Sinclair hair cut

Political correctness rears its ugly head. Update to a previous story

Via Stars and Stripes

A military judge ruled Monday that the U.S. Army improperly interfered with a decision to reject an offer by Brig. Gen. Jeffrey Sinclair to plead guilty to lesser charges in his sexual assault case.

The judge, Col. James C. Pohl, ruled that Army officials exerted “unlawful command influence’’ when a three-star general turned down Sinclair’s offer before the trial.
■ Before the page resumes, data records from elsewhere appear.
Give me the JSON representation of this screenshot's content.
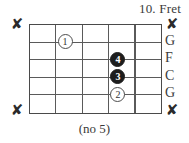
{
  "diagram": {
    "type": "guitar-chord-diagram",
    "title": "10. Fret",
    "caption": "(no 5)",
    "grid": {
      "fret_columns": 5,
      "string_rows": 5,
      "string_lines": 6,
      "fret_lines": 6
    },
    "colors": {
      "line": "#5a5a5a",
      "border": "#4a4a4a",
      "text": "#3a3a3a",
      "dot_filled": "#1d1d1d",
      "dot_open_border": "#4d4d4d",
      "background": "#ffffff"
    },
    "mute_markers": [
      {
        "name": "x-left-top",
        "label": "✘",
        "side": "left",
        "string": 1
      },
      {
        "name": "x-left-bottom",
        "label": "✘",
        "side": "left",
        "string": 6
      },
      {
        "name": "x-right-top",
        "label": "✘",
        "side": "right",
        "string": 1
      },
      {
        "name": "x-right-bottom",
        "label": "✘",
        "side": "right",
        "string": 6
      }
    ],
    "string_labels": [
      {
        "label": "G",
        "string": 2
      },
      {
        "label": "F",
        "string": 3
      },
      {
        "label": "C",
        "string": 4
      },
      {
        "label": "G",
        "string": 5
      }
    ],
    "finger_dots": [
      {
        "finger": "1",
        "fret": 2,
        "string": 2,
        "style": "open"
      },
      {
        "finger": "4",
        "fret": 4,
        "string": 3,
        "style": "filled"
      },
      {
        "finger": "3",
        "fret": 4,
        "string": 4,
        "style": "filled"
      },
      {
        "finger": "2",
        "fret": 4,
        "string": 5,
        "style": "open"
      }
    ]
  }
}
He gave defense attorneys the option of renewing Sinclair’s original plea offer or a different plea offer; in any case, the judge said, the case must be overseen by a new command authority.
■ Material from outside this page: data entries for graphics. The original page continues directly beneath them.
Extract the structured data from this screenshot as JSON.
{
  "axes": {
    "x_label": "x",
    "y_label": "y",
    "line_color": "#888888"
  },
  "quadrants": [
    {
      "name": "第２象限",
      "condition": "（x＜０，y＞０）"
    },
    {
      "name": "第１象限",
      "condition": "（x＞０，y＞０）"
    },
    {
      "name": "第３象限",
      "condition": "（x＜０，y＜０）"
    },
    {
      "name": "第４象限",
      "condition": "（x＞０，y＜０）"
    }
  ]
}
Evidence of command decisions in the case did not come to light until after Sinclair’s accuser, a fellow Army officer, testified Friday that Sinclair sexually assaulted her and threatened to kill her and her family if she disclosed their three-year sexual affair.
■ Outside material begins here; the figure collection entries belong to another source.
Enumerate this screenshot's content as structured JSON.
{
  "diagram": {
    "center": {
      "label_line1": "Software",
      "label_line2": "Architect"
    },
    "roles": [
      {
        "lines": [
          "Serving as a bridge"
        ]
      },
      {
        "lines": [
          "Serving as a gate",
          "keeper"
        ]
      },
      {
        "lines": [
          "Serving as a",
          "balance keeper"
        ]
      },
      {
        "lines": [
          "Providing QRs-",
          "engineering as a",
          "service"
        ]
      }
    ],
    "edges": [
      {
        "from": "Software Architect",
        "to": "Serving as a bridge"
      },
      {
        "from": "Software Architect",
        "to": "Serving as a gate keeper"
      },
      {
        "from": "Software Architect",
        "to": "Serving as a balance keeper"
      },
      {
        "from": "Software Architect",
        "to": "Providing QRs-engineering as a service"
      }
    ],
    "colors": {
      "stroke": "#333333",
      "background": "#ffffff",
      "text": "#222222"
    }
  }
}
Defense attorneys learned of the new evidence over the weekend, when Army lawyers turned over emails from Army lawyers and the three-star general.

“We’re in a rather unusual place,” the judge said Monday.

The defense has contended that the Army trumped up charges against Sinclair in response to intense political pressure to show that it is cracking down on sexual abuse. Sinclair was charged at a time of heightened political and public concern about a surge of sexual violence in the military.

Pohl last week dismissed an earlier defense motion to drop all charges because of unlawful command influence. But that was before the incriminating emails were aired in court Monday morning.